Sports at this level is a business. Even supposedly amateur events like the Olympics have not truly been so for decades, and the widespread support of athletes by governments to achieve a political purpose means all those Communist athletes were professionals at least as mercenary as Westerners supported by endorsement contracts. We don't usually try to control what adults do in pursuit of their livelihoods -- there's always a competitive arms race of technique and artifice to achieve at maximum levels. We assume they will balance risks and advantages, and if they do it badly, it's their problem.
So I agree with you -- I don't care much, I don't think governments should establish any policy on these things because, like religion, sports is an atavism that should be beneath state attention. Those Senate hearings about steroids in baseball? Fooey.

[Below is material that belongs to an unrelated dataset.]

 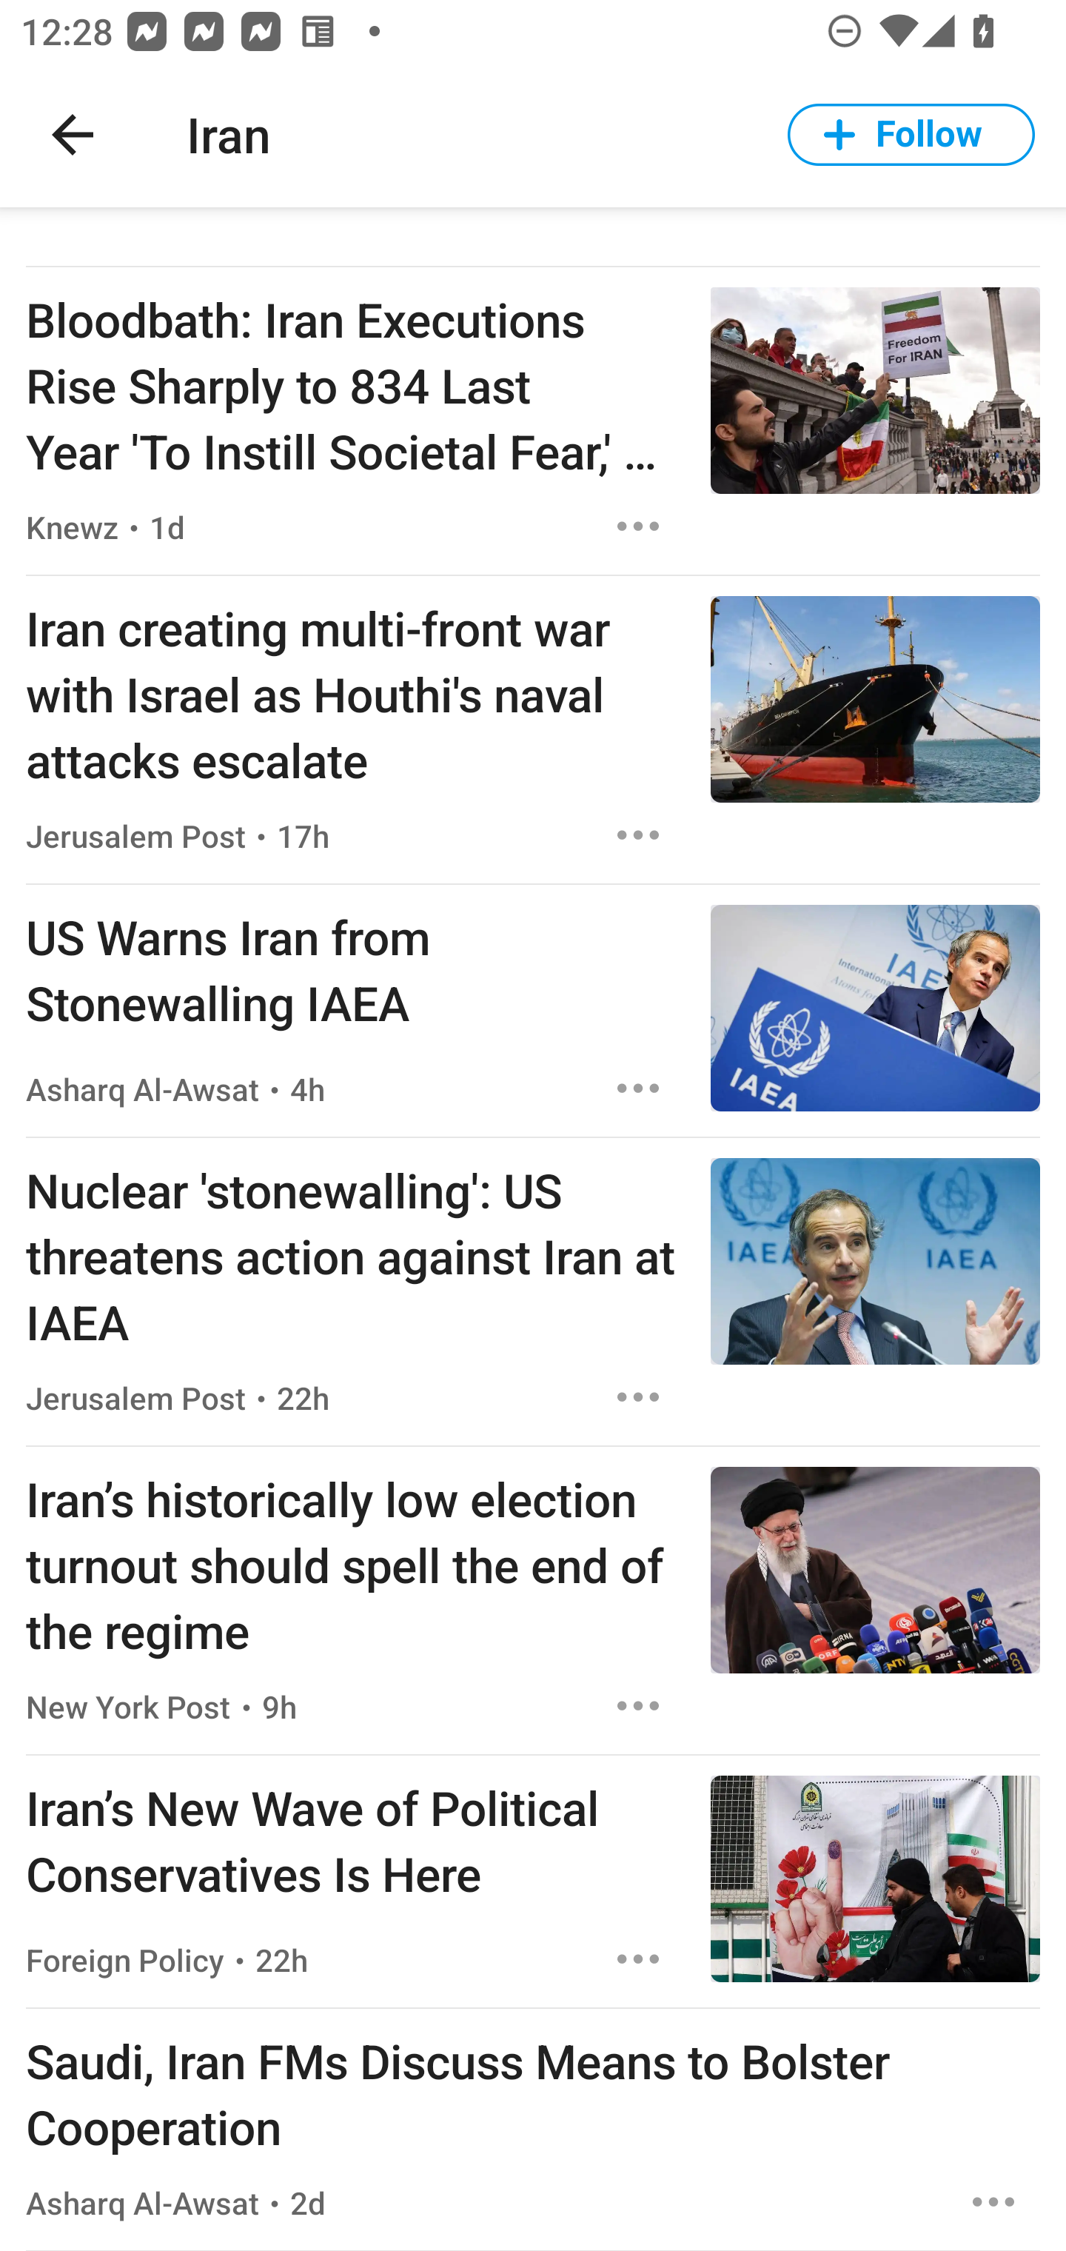 I want to click on Options, so click(x=638, y=526).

Underlying this is a meme suggesting that natural is best and that government should be used to prevent "unnatural" methods of living better and dying later. Leon Kass of the President's Council on Bioethics, who is the intellectual source of the President's foul policy on embryonic stem cell research, believes science and technology must be limited to remove the freedom of human beings to use it to better or extend their lives, and that liberla democracy must be controlled by a guiding cabal of the wiser to ensure that liberties in the biological sphere are limited. So be aware that these battles are in part an attempt to harness the population's interest in sports to haul a Trojan Horse of authoritarian bullshit into law.